According to the FDA, the average American eats 3,400 mg of sodium a day, despite the Dietary Guidelines for Americans recommending less than 2,300 mg per day. Moving down to roughly a teaspoon of table salt a day can make your tastebuds weep from dullness, but what if you could get less salty satisfaction from your salt shaker and more from your utensil?
Japanese food, beverage, and pharmaceuticals company Kirin recently announced that it and a team of researchers have developed a "chopstick device" that uses electrical stimulation to make food taste up to 50 percent saltier than it would otherwise.

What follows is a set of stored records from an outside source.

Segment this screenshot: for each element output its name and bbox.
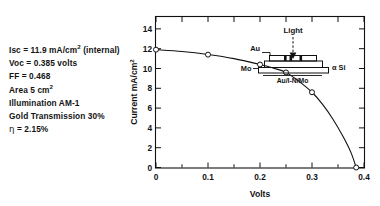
inset-mo-substrate <box>259 68 329 74</box>
y-tick-label: 8 <box>147 83 152 93</box>
data-point-marker <box>154 47 159 52</box>
data-point-marker <box>284 70 289 75</box>
iv-chart: 00.10.20.30.4 02468101214 Volts Current … <box>0 0 380 206</box>
y-axis-title-main: Current mA/cm <box>129 62 139 124</box>
x-tick-label: 0.3 <box>306 172 318 182</box>
inset-au-finger-left <box>284 56 287 62</box>
y-tick-label: 10 <box>143 64 153 74</box>
inset-mo-label: Mo <box>241 64 252 73</box>
inset-light-label: Light <box>283 26 302 35</box>
data-point-marker <box>310 90 315 95</box>
x-axis-title: Volts <box>250 189 271 199</box>
x-tick-label: 0.1 <box>202 172 214 182</box>
data-point-marker <box>258 62 263 67</box>
inset-active-layer <box>265 61 323 68</box>
y-axis-title-exponent: 2 <box>128 59 135 63</box>
x-tick-label: 0.2 <box>254 172 266 182</box>
inset-au-finger-right <box>300 56 303 62</box>
plot-frame <box>156 17 365 169</box>
inset-stack-label: Au/I-N/Mo <box>277 77 309 84</box>
y-tick-label: 14 <box>143 24 153 34</box>
solar-cell-iv-figure: Isc = 11.9 mA/cm2 (internal) Voc = 0.385… <box>0 0 380 206</box>
y-tick-label: 0 <box>147 163 152 173</box>
device-schematic-inset: Light Au Mo α Si Au/ <box>241 26 346 84</box>
inset-au-label: Au <box>250 44 260 53</box>
data-point-marker <box>354 165 359 170</box>
y-tick-label: 6 <box>147 103 152 113</box>
y-axis-tick-labels: 02468101214 <box>143 24 153 173</box>
y-axis-right-ticks <box>359 29 364 168</box>
y-tick-label: 4 <box>147 123 152 133</box>
x-tick-label: 0 <box>154 172 159 182</box>
data-point-marker <box>206 52 211 57</box>
x-axis-major-ticks <box>156 163 364 168</box>
y-tick-label: 2 <box>147 143 152 153</box>
y-axis-title: Current mA/cm2 <box>128 59 139 125</box>
inset-alpha-si-label: α Si <box>332 63 346 72</box>
iv-data-markers <box>154 47 359 170</box>
x-tick-label: 0.4 <box>358 172 370 182</box>
y-axis-title-group: Current mA/cm2 <box>128 59 139 125</box>
x-axis-tick-labels: 00.10.20.30.4 <box>154 172 370 182</box>
inset-au-finger-center <box>290 56 293 62</box>
x-axis-top-ticks <box>156 17 364 22</box>
y-tick-label: 12 <box>143 44 153 54</box>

The qualifier "device" is likely here because these aren't your typical chopsticks. They feature a cable that connects to a power supply, making them bulkier than typical chopsticks and not the kind of utensil you'd expect to be thrown in with a delivery order for free.
The chopstick device, made by researchers from the Meiji University Dr. Homei Miyashita Laboratory of the Department of Frontier Media Science, School of Interdisciplinary Mathematical Sciences in cooperation with Kirin, uses what the team calls "electric taste sensation," which uses electricity so weak that it won't "affect the human body," Kirin's April 11 announcement claimed.

Per Kirin, the electricity "adjust[s] the function of ions such as sodium chloride, (which is the basis of salty taste), and sodium glutamate, (which is the basis of sweet taste), to change the perception of taste by making food seem to taste stronger or weaker."

The study consisted of 36 people between the ages of 40 and 65. The researchers used the chopstick device to compare perceived saltiness from a food-imitating gel containing 0.80 percent salt and another gel with 0.56 percent salt to represent a low-sodium food. Researchers then looked at the "perceived saltiness" of each.